Because living animals with charged myoglobin allegedly come from several different evolutionary lineages, the researchers conclude that convergent evolution produced this charged form of myoglobin, which evolved multiple times over millions of years to solve the problem of giving mammals access to the depths.
Moreover, the researchers speculate back beyond even those extinct animals represented in the fossil record. They describe “the first evidence of a common amphibious ancestor of modern sea cows, hyraxes and elephants,” presumably holding its breath on the strength of evolving charged myoglobin while swimming “in shallow African waters some 65 million years ago.”
Correlation of myoglobin characteristics with the lifestyles of living animals has provided a good clue about how myoglobin works. However, application of this discovery to the evolutionary past is based on conjecture. The idea that modern animals evolved from simpler kinds of ancestors lacks experimental support. Thus, the hypothetical common ancestor of elephants, hyraxes, and manatees—and speculation about the nature of its myoglobin—are but an imaginary evolutionary construct to satisfy the needs of the evolutionary tale.
Likewise, biological science has not demonstrated that random natural processes can produce novel genetic information to enable evolution of new, more complex kinds of animals. And much as we might like to know how long an extinct animal could hold its breath, once the authors’ conclusions leave the here-and-now and the how-it-works to speculate about the unseen-and-untestable then-and-gone, they are basing their conclusions on experimentally unverifiable worldview-based assumptions.
Many important proteins and other biochemical molecules are found in more than one kind of living thing. We would expect this in a world full of animals and plants designed by the same Creator. Typically, the specific versions of complex molecules vary somewhat in different kinds of animals. (Small variations also occur even within individual members of the same species.) Evolutionary scientists tend to interpret these biochemical similarities as evidence of evolution. Creation scientists, on the other hand, interpret these same facts as examples of our common Designer’s handiwork. The many kinds of animals we see in this world reproduce and vary only within their kinds, an observation consistent with the biblical account of the creation God made.

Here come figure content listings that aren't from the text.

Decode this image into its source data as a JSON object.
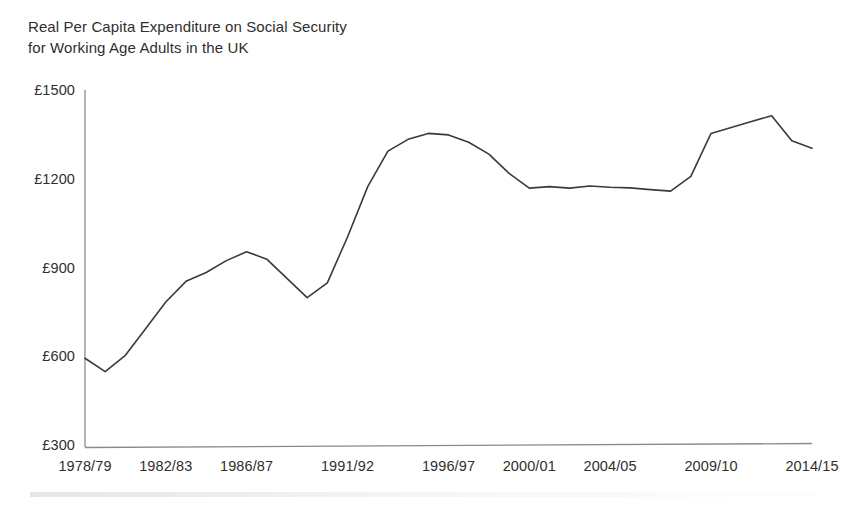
{
  "chart_data": {
    "type": "line",
    "title": "Real Per Capita Expenditure on Social Security\nfor Working Age Adults in the UK",
    "title_line1": "Real Per Capita Expenditure on Social Security",
    "title_line2": "for Working Age Adults in the UK",
    "xlabel": "",
    "ylabel": "",
    "ylim": [
      300,
      1500
    ],
    "ytick_values": [
      300,
      600,
      900,
      1200,
      1500
    ],
    "ytick_labels": [
      "£300",
      "£600",
      "£900",
      "£1200",
      "£1500"
    ],
    "currency_symbol": "£",
    "grid": false,
    "legend": false,
    "legend_position": "none",
    "line_color": "#3a3a3a",
    "background_color": "#ffffff",
    "axis_color": "#8a8a8a",
    "xtick_labels": [
      "1978/79",
      "1982/83",
      "1986/87",
      "1991/92",
      "1996/97",
      "2000/01",
      "2004/05",
      "2009/10",
      "2014/15"
    ],
    "xtick_categories": [
      "1978/79",
      "1982/83",
      "1986/87",
      "1991/92",
      "1996/97",
      "2000/01",
      "2004/05",
      "2009/10",
      "2014/15"
    ],
    "categories": [
      "1978/79",
      "1979/80",
      "1980/81",
      "1981/82",
      "1982/83",
      "1983/84",
      "1984/85",
      "1985/86",
      "1986/87",
      "1987/88",
      "1988/89",
      "1989/90",
      "1990/91",
      "1991/92",
      "1992/93",
      "1993/94",
      "1994/95",
      "1995/96",
      "1996/97",
      "1997/98",
      "1998/99",
      "1999/00",
      "2000/01",
      "2001/02",
      "2002/03",
      "2003/04",
      "2004/05",
      "2005/06",
      "2006/07",
      "2007/08",
      "2008/09",
      "2009/10",
      "2010/11",
      "2011/12",
      "2012/13",
      "2013/14",
      "2014/15"
    ],
    "values": [
      600,
      555,
      610,
      700,
      790,
      860,
      890,
      930,
      960,
      935,
      870,
      805,
      855,
      1010,
      1180,
      1300,
      1340,
      1360,
      1355,
      1330,
      1290,
      1225,
      1175,
      1180,
      1175,
      1182,
      1178,
      1176,
      1170,
      1165,
      1215,
      1360,
      1380,
      1400,
      1420,
      1335,
      1310
    ],
    "series_name": "Real per capita expenditure",
    "units": "£ per person (real terms)"
  },
  "figure": {
    "plot_left_px": 85,
    "plot_right_px": 812,
    "plot_top_px": 92,
    "plot_bottom_px": 447
  }
}
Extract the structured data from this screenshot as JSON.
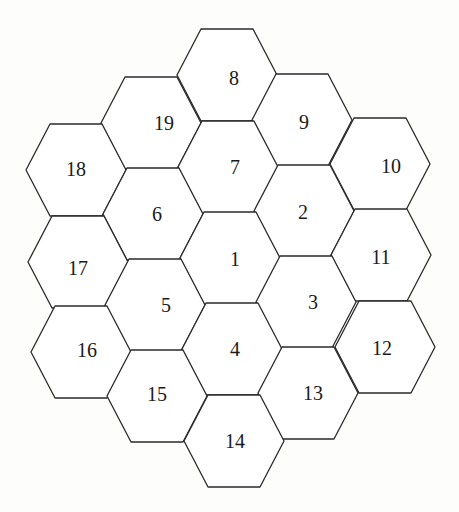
{
  "diagram": {
    "colors": {
      "background": "#fdfdfc",
      "cell_fill": "#ffffff",
      "stroke": "#2a2a2a",
      "label": "#1a1a1a"
    },
    "hex_geometry": {
      "half_width": 50,
      "half_top_edge": 26,
      "half_height": 46
    },
    "cells": [
      {
        "id": "8",
        "label": "8",
        "cx": 227,
        "cy": 75,
        "lx": 234,
        "ly": 78
      },
      {
        "id": "19",
        "label": "19",
        "cx": 151,
        "cy": 123,
        "lx": 164,
        "ly": 123
      },
      {
        "id": "9",
        "label": "9",
        "cx": 302,
        "cy": 120,
        "lx": 304,
        "ly": 122
      },
      {
        "id": "18",
        "label": "18",
        "cx": 76,
        "cy": 170,
        "lx": 76,
        "ly": 169
      },
      {
        "id": "7",
        "label": "7",
        "cx": 228,
        "cy": 167,
        "lx": 235,
        "ly": 167
      },
      {
        "id": "10",
        "label": "10",
        "cx": 380,
        "cy": 164,
        "lx": 391,
        "ly": 166
      },
      {
        "id": "6",
        "label": "6",
        "cx": 153,
        "cy": 214,
        "lx": 157,
        "ly": 214
      },
      {
        "id": "2",
        "label": "2",
        "cx": 304,
        "cy": 211,
        "lx": 303,
        "ly": 212
      },
      {
        "id": "17",
        "label": "17",
        "cx": 78,
        "cy": 262,
        "lx": 78,
        "ly": 268
      },
      {
        "id": "1",
        "label": "1",
        "cx": 230,
        "cy": 258,
        "lx": 235,
        "ly": 259
      },
      {
        "id": "11",
        "label": "11",
        "cx": 381,
        "cy": 255,
        "lx": 381,
        "ly": 257
      },
      {
        "id": "5",
        "label": "5",
        "cx": 155,
        "cy": 305,
        "lx": 166,
        "ly": 305
      },
      {
        "id": "3",
        "label": "3",
        "cx": 306,
        "cy": 302,
        "lx": 313,
        "ly": 302
      },
      {
        "id": "16",
        "label": "16",
        "cx": 81,
        "cy": 352,
        "lx": 87,
        "ly": 350
      },
      {
        "id": "4",
        "label": "4",
        "cx": 232,
        "cy": 349,
        "lx": 235,
        "ly": 349
      },
      {
        "id": "12",
        "label": "12",
        "cx": 385,
        "cy": 347,
        "lx": 382,
        "ly": 348
      },
      {
        "id": "15",
        "label": "15",
        "cx": 157,
        "cy": 396,
        "lx": 157,
        "ly": 394
      },
      {
        "id": "13",
        "label": "13",
        "cx": 308,
        "cy": 393,
        "lx": 313,
        "ly": 393
      },
      {
        "id": "14",
        "label": "14",
        "cx": 234,
        "cy": 441,
        "lx": 235,
        "ly": 441
      }
    ]
  }
}
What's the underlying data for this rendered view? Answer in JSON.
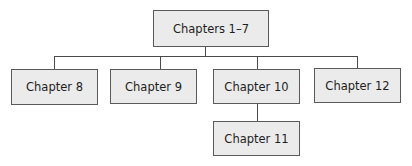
{
  "diagram": {
    "type": "hierarchy",
    "root": {
      "label": "Chapters 1–7"
    },
    "level1": [
      {
        "label": "Chapter 8"
      },
      {
        "label": "Chapter 9"
      },
      {
        "label": "Chapter 10"
      },
      {
        "label": "Chapter 12"
      }
    ],
    "level2": [
      {
        "label": "Chapter 11",
        "parent": "Chapter 10"
      }
    ],
    "colors": {
      "node_fill": "#ebebeb",
      "node_border": "#5a5a5a",
      "connector": "#4a4a4a"
    }
  }
}
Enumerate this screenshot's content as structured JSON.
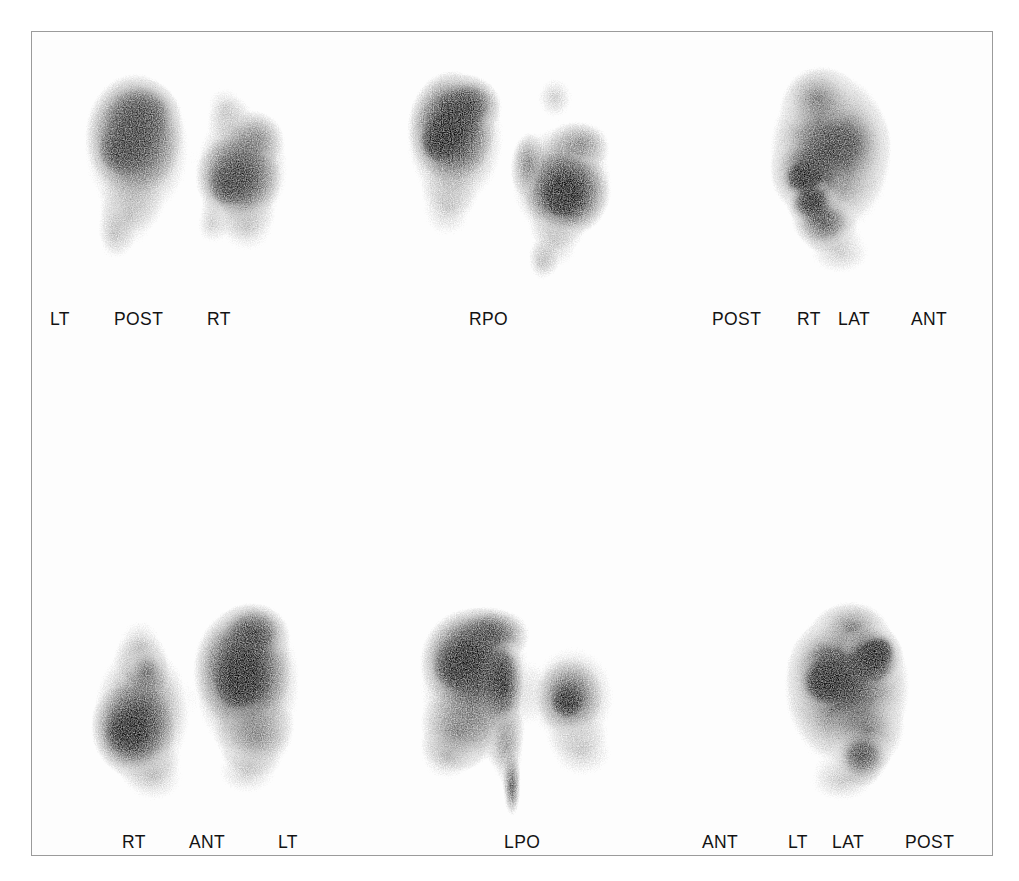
{
  "figure": {
    "modality": "nuclear-medicine-lung-scintigraphy",
    "panel_count": 6,
    "frame_border_color": "#9b9b9b",
    "plate_background": "#fefefe",
    "label_color": "#131313",
    "scan_ink_color": "#000000"
  },
  "panels": {
    "top": [
      {
        "id": "posterior",
        "view_name": "POST",
        "labels": [
          {
            "text": "LT",
            "position": "left"
          },
          {
            "text": "POST",
            "position": "center"
          },
          {
            "text": "RT",
            "position": "right"
          }
        ]
      },
      {
        "id": "right-posterior-oblique",
        "view_name": "RPO",
        "labels": [
          {
            "text": "RPO",
            "position": "center"
          }
        ]
      },
      {
        "id": "right-lateral",
        "view_name": "RT LAT",
        "labels": [
          {
            "text": "POST",
            "position": "left"
          },
          {
            "text": "RT",
            "position": "center-left"
          },
          {
            "text": "LAT",
            "position": "center-right"
          },
          {
            "text": "ANT",
            "position": "right"
          }
        ]
      }
    ],
    "bottom": [
      {
        "id": "anterior",
        "view_name": "ANT",
        "labels": [
          {
            "text": "RT",
            "position": "left"
          },
          {
            "text": "ANT",
            "position": "center"
          },
          {
            "text": "LT",
            "position": "right"
          }
        ]
      },
      {
        "id": "left-posterior-oblique",
        "view_name": "LPO",
        "labels": [
          {
            "text": "LPO",
            "position": "center"
          }
        ]
      },
      {
        "id": "left-lateral",
        "view_name": "LT LAT",
        "labels": [
          {
            "text": "ANT",
            "position": "left"
          },
          {
            "text": "LT",
            "position": "center-left"
          },
          {
            "text": "LAT",
            "position": "center-right"
          },
          {
            "text": "POST",
            "position": "right"
          }
        ]
      }
    ]
  },
  "labels_flat": {
    "top_row": {
      "lt": "LT",
      "post": "POST",
      "rt": "RT",
      "rpo": "RPO",
      "rlat_post": "POST",
      "rlat_rt": "RT",
      "rlat_lat": "LAT",
      "rlat_ant": "ANT"
    },
    "bottom_row": {
      "rt": "RT",
      "ant": "ANT",
      "lt": "LT",
      "lpo": "LPO",
      "llat_ant": "ANT",
      "llat_lt": "LT",
      "llat_lat": "LAT",
      "llat_post": "POST"
    }
  }
}
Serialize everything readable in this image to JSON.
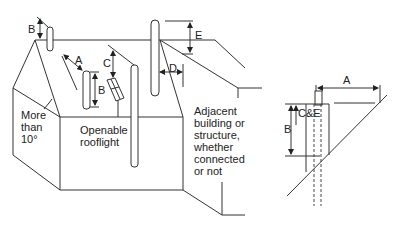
{
  "diagram": {
    "left_figure": {
      "labels": {
        "roof_pitch": [
          "More",
          "than",
          "10°"
        ],
        "rooflight": [
          "Openable",
          "rooflight"
        ],
        "adjacent": [
          "Adjacent",
          "building or",
          "structure,",
          "whether",
          "connected",
          "or not"
        ]
      },
      "dimensions": {
        "b_top": "B",
        "a_slope": "A",
        "b_flue": "B",
        "c_rooflight": "C",
        "d_adjacent": "D",
        "e_adjacent": "E"
      }
    },
    "right_figure": {
      "dimensions": {
        "a": "A",
        "b": "B",
        "ce": "C&E"
      }
    },
    "colors": {
      "line": "#333333",
      "background": "#ffffff"
    }
  }
}
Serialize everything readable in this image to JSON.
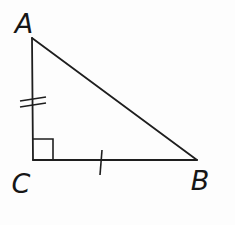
{
  "figure": {
    "type": "right-triangle-diagram",
    "vertex_labels": {
      "top": "A",
      "bottom_left": "C",
      "bottom_right": "B"
    },
    "right_angle_at": "C",
    "marks": {
      "side_AC": "double-tick",
      "side_CB": "single-tick"
    }
  },
  "colors": {
    "background": "#fdfdfd",
    "line": "#1e1e1e",
    "label": "#161616"
  }
}
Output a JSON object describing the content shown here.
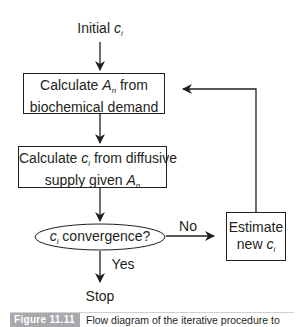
{
  "diagram": {
    "type": "flowchart",
    "start_label": {
      "text": "Initial ",
      "var": "c",
      "sub": "i"
    },
    "nodes": [
      {
        "id": "calc_an",
        "shape": "rect",
        "line1_pre": "Calculate ",
        "line1_var": "A",
        "line1_sub": "n",
        "line1_post": " from",
        "line2": "biochemical demand"
      },
      {
        "id": "calc_ci",
        "shape": "rect",
        "line1_pre": "Calculate ",
        "line1_var": "c",
        "line1_sub": "i",
        "line1_post": " from diffusive",
        "line2_pre": "supply given ",
        "line2_var": "A",
        "line2_sub": "n"
      },
      {
        "id": "convergence",
        "shape": "ellipse",
        "var": "c",
        "sub": "i",
        "post": " convergence?"
      },
      {
        "id": "estimate",
        "shape": "rect",
        "line1": "Estimate",
        "line2_pre": "new ",
        "line2_var": "c",
        "line2_sub": "i"
      }
    ],
    "edges": [
      {
        "from": "start",
        "to": "calc_an",
        "label": ""
      },
      {
        "from": "calc_an",
        "to": "calc_ci",
        "label": ""
      },
      {
        "from": "calc_ci",
        "to": "convergence",
        "label": ""
      },
      {
        "from": "convergence",
        "to": "estimate",
        "label": "No"
      },
      {
        "from": "estimate",
        "to": "calc_an",
        "label": ""
      },
      {
        "from": "convergence",
        "to": "stop",
        "label": "Yes"
      }
    ],
    "end_label": "Stop"
  },
  "caption": {
    "tag": "Figure 11.11",
    "text": "Flow diagram of the iterative procedure to"
  },
  "colors": {
    "stroke": "#231f20",
    "caption_tag_bg": "#a7a9ac",
    "caption_tag_text": "#ffffff"
  }
}
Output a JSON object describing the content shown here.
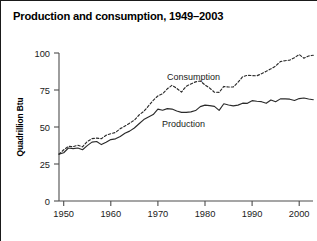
{
  "figure": {
    "title": "Production and consumption, 1949–2003"
  },
  "axes": {
    "y_title": "Quadrillion Btu",
    "y_ticks": [
      "0",
      "25",
      "50",
      "75",
      "100"
    ],
    "x_ticks": [
      "1950",
      "1960",
      "1970",
      "1980",
      "1990",
      "2000"
    ]
  },
  "annotations": {
    "consumption_label": "Consumption",
    "production_label": "Production"
  },
  "colors": {
    "line": "#2b2b2b",
    "axis": "#4d4d4d",
    "text": "#000000",
    "background": "#ffffff"
  },
  "chart_data": {
    "type": "line",
    "title": "Production and consumption, 1949–2003",
    "xlabel": "",
    "ylabel": "Quadrillion Btu",
    "xlim": [
      1949,
      2003
    ],
    "ylim": [
      0,
      100
    ],
    "xticks": [
      1950,
      1960,
      1970,
      1980,
      1990,
      2000
    ],
    "yticks": [
      0,
      25,
      50,
      75,
      100
    ],
    "grid": false,
    "legend": "inline-annotations",
    "x": [
      1949,
      1950,
      1951,
      1952,
      1953,
      1954,
      1955,
      1956,
      1957,
      1958,
      1959,
      1960,
      1961,
      1962,
      1963,
      1964,
      1965,
      1966,
      1967,
      1968,
      1969,
      1970,
      1971,
      1972,
      1973,
      1974,
      1975,
      1976,
      1977,
      1978,
      1979,
      1980,
      1981,
      1982,
      1983,
      1984,
      1985,
      1986,
      1987,
      1988,
      1989,
      1990,
      1991,
      1992,
      1993,
      1994,
      1995,
      1996,
      1997,
      1998,
      1999,
      2000,
      2001,
      2002,
      2003
    ],
    "series": [
      {
        "name": "Production",
        "style": "solid",
        "values": [
          31.7,
          32.6,
          35.8,
          35.4,
          35.8,
          34.6,
          37.4,
          39.8,
          40.2,
          38.1,
          39.7,
          41.5,
          42.0,
          43.6,
          45.8,
          47.2,
          49.3,
          52.2,
          55.0,
          56.8,
          58.4,
          62.1,
          61.3,
          62.4,
          62.1,
          60.8,
          59.9,
          59.9,
          60.2,
          61.1,
          63.8,
          64.8,
          64.4,
          63.9,
          61.2,
          65.7,
          64.9,
          64.3,
          64.8,
          66.1,
          66.0,
          67.8,
          67.4,
          67.1,
          66.0,
          68.3,
          67.1,
          69.0,
          69.0,
          68.8,
          67.9,
          69.2,
          69.6,
          68.9,
          68.4
        ]
      },
      {
        "name": "Consumption",
        "style": "dashed",
        "values": [
          31.6,
          34.6,
          36.9,
          36.7,
          37.7,
          36.6,
          40.2,
          42.1,
          42.5,
          42.1,
          44.4,
          45.5,
          46.3,
          48.9,
          50.6,
          52.6,
          54.6,
          58.1,
          60.6,
          64.2,
          68.0,
          71.0,
          72.5,
          75.8,
          78.2,
          76.1,
          73.6,
          77.5,
          79.1,
          80.5,
          81.1,
          78.4,
          76.3,
          73.5,
          73.4,
          77.4,
          77.0,
          77.0,
          80.2,
          84.0,
          85.0,
          84.7,
          84.6,
          86.0,
          87.6,
          89.3,
          91.2,
          94.2,
          94.8,
          95.2,
          96.8,
          99.0,
          96.5,
          98.0,
          98.5
        ]
      }
    ]
  }
}
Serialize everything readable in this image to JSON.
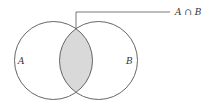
{
  "diagram": {
    "type": "venn",
    "sets": [
      {
        "label": "A",
        "cx": 53.5,
        "cy": 60.5,
        "r": 39
      },
      {
        "label": "B",
        "cx": 98.5,
        "cy": 60.5,
        "r": 39
      }
    ],
    "intersection": {
      "label": "A ∩ B",
      "fill": "#d9d9d9"
    },
    "colors": {
      "stroke": "#555555",
      "background": "#ffffff"
    }
  }
}
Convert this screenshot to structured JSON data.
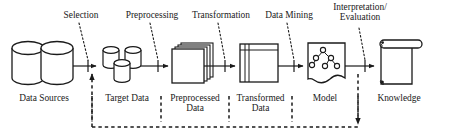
{
  "diagram": {
    "type": "process-flow-diagram",
    "background_color": "#ffffff",
    "stroke_color": "#1a1a1a",
    "text_color": "#1a1a1a",
    "step_labels": [
      {
        "id": "selection",
        "text": "Selection"
      },
      {
        "id": "preprocessing",
        "text": "Preprocessing"
      },
      {
        "id": "transformation",
        "text": "Transformation"
      },
      {
        "id": "data-mining",
        "text": "Data Mining"
      },
      {
        "id": "interpretation-evaluation",
        "text": "Interpretation/\nEvaluation"
      }
    ],
    "stage_labels": [
      {
        "id": "data-sources",
        "text": "Data Sources",
        "icon": "database-cylinders-icon"
      },
      {
        "id": "target-data",
        "text": "Target Data",
        "icon": "small-cylinders-icon"
      },
      {
        "id": "preprocessed-data",
        "text": "Preprocessed\nData",
        "icon": "stacked-sheets-icon"
      },
      {
        "id": "transformed-data",
        "text": "Transformed\nData",
        "icon": "table-document-icon"
      },
      {
        "id": "model",
        "text": "Model",
        "icon": "decision-tree-document-icon"
      },
      {
        "id": "knowledge",
        "text": "Knowledge",
        "icon": "scroll-icon"
      }
    ],
    "feedback_loop": {
      "style": "dashed",
      "direction": "right-to-left",
      "label": "feedback-loop"
    }
  }
}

Varieties of myoglobin with features suited to the highly variable needs of these animals that spend most or all of their lives in the water is an example of the marvelous design of our intelligent Creator.
For more information:
- News to Note, September 3, 2011 (Twisted whale tale)
- Big Blue
- Mammalian Ark Kinds
Footnotes
- Elephant seals ordinarily stay under for about 20 minutes, but a record-setting 119 minute dive wins the prize for this animal (earthguide.ucsd.edu/elephantseals/oxygen). A typical dive for a sperm whale probably lasts an hour. No one knows the maximum duration, but estimates range from 90 minutes to 2 hours (www.ftexploring.com/askdrg/askdrgalapagos2.html).